We already provide a repr attribute which controls representation to some degree, though it doesn't do anything like this.

At the moment, I think it would be a volunteer with a mission: I'm not aware of anyone who's even directly indicated that they'd like this feature anywhere official yet, let alone made a proposal. That doesn't mean it's bad, I just mean it's not directly on our radar at this time.


Lots and lots of people have indicated interest in more precise data layout options. Someone even tried to make AoS vs SoA in a macro.


Watching him occasionally stream his sessions shows me that what he is doing is just funzies.

His tooling is so far behind anything all other languages have that I would never bother to learn this language, because it was "for games."

If I wanted to make a game I would learn any engine using any number of language bindings.


He's been working on this project mostly alone for only a few months, how can you possibly expect the tooling to be on par with anything else.

There's a reason it's not released.

And it's great that you can just pick up an engine, but someone's gotta write that engine, and there's a reason triple a studios aren't using unity for major releases; you'll never get quite as good performance out of a general purpose engine as you would from a custom one.


> there's a reason triple a studios aren't using unity for major releases

They are, however, using Unreal Engine for tons of major releases.


But most of those major releases require some amount of custom work on the engine. They still need C++ programmers who can understand what's going on under the hood.


Hearthstone (by Blizzard) is a Unity game, not that performance is a huge concern for card games. It's a pretty thin client mainly for displaying the animations/artwork while most of the logic runs serverside.

Still, it's a very profitable game by a triple A company.


Hearthstone isn't what anyone would normally call a AAA game though. Until the end of the beta they only had 15 employees working on it.

They basically had to use an established engine because they didn't have the budget to build their own.


>Hearthstone (by Blizzard) is a Unity game,

And I asked myself why Hearthstone stresses my system so much. Now it's clear.


Endless Legend, Endless Space by Amplitude Games are all made in Unity. While not AAA FPS, they are certainly not trivial games.
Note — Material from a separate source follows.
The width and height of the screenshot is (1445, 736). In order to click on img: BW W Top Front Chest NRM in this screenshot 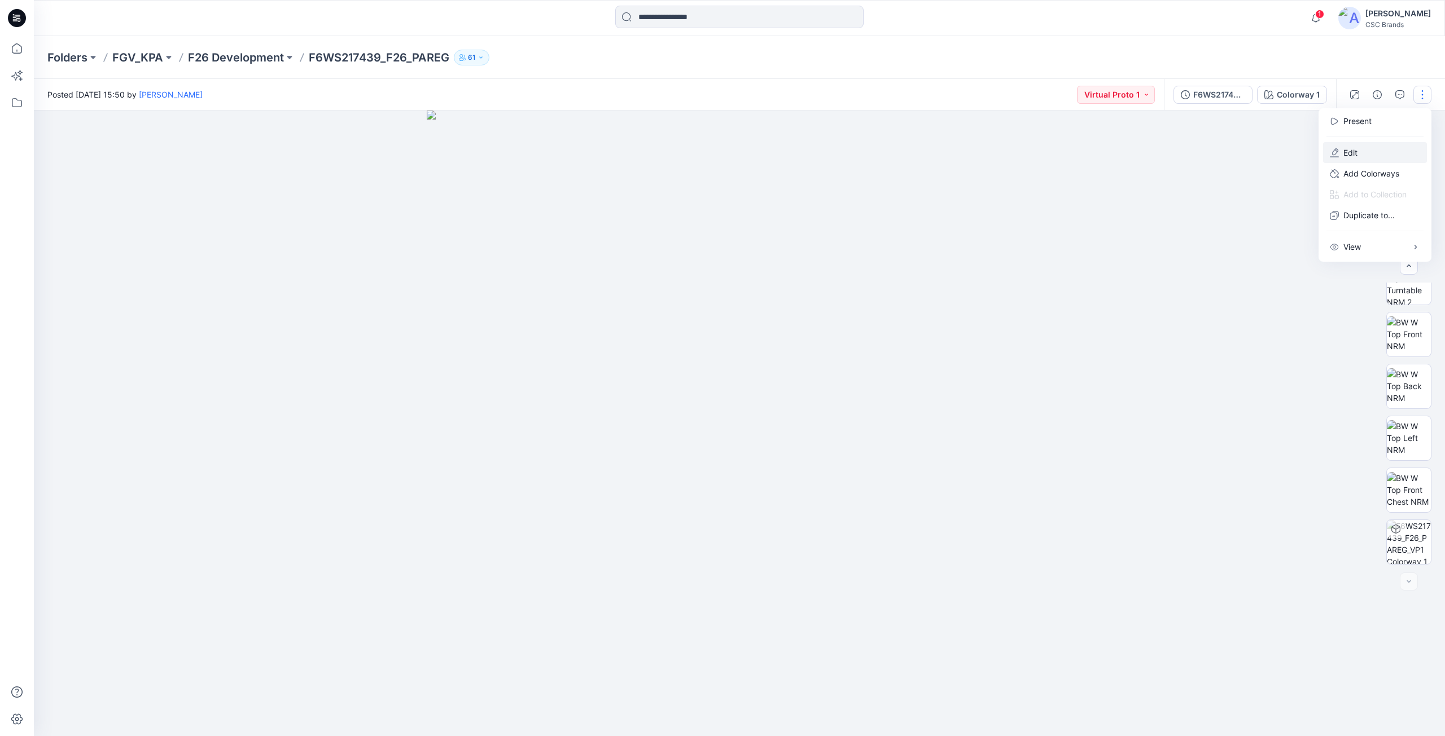, I will do `click(1409, 490)`.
JAI is for games in the sense that reflects the experience of a well known game developer that writes game engines and games.


And also in the sense that it allows you to easily remove the safety checks when you need higher performance while Rust doesn't necessarily allow it (array access for example). So I'd say that Rust seems more suited to write an OS, a webbrowser as in both cases safety is critical and Jai for games as performance is critical. For other applications which needs low latency (so no GC) but are neither safety critical nor performance critical? Jai's 'look and feel' seems to me much more seducing than Rust (assuming/hoping Jai becomes real).
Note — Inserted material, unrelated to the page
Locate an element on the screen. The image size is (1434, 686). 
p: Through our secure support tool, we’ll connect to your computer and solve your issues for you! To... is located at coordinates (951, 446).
Rust does let you do unsafe array indexing and other unsafe stuff. But it doesn't support switching the semantics of safe code to unsafe with a build flag, you need to explicitly use "unsafe" in code.


> But it doesn't support switching the semantics of safe code to unsafe with a build flag

Jai allow this for array indexing AND it also allow the reverse: reinserting array checks even when there is an 'unsafe access' operation: this way even if you made a mistake in adding an 'unsafe access' operation it's easy to find where the error is (assuming the error is reproducible of course).
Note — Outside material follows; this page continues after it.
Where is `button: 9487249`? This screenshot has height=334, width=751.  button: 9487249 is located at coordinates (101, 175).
I haven't seen any cases in which adding a global build flag to turn off bounds checks would actually improve performance. People overfocus on bounds checks because they're an easy thing to understand, but they're just one of many performance issues when creating a new language, and not a particularly interesting one at that since APIs, compiler optimizations, and branch predictors all conspire to drive their overhead down to near-zero (in my experience).


Sure, but I think that having one global flag to remove bound checks is useful as it allows you to measure this bounds checks performance impact easily. And then when you know how long it takes to find an index out-of-bound error and you see that the removal performance improve is small.. Well, you remove the flag.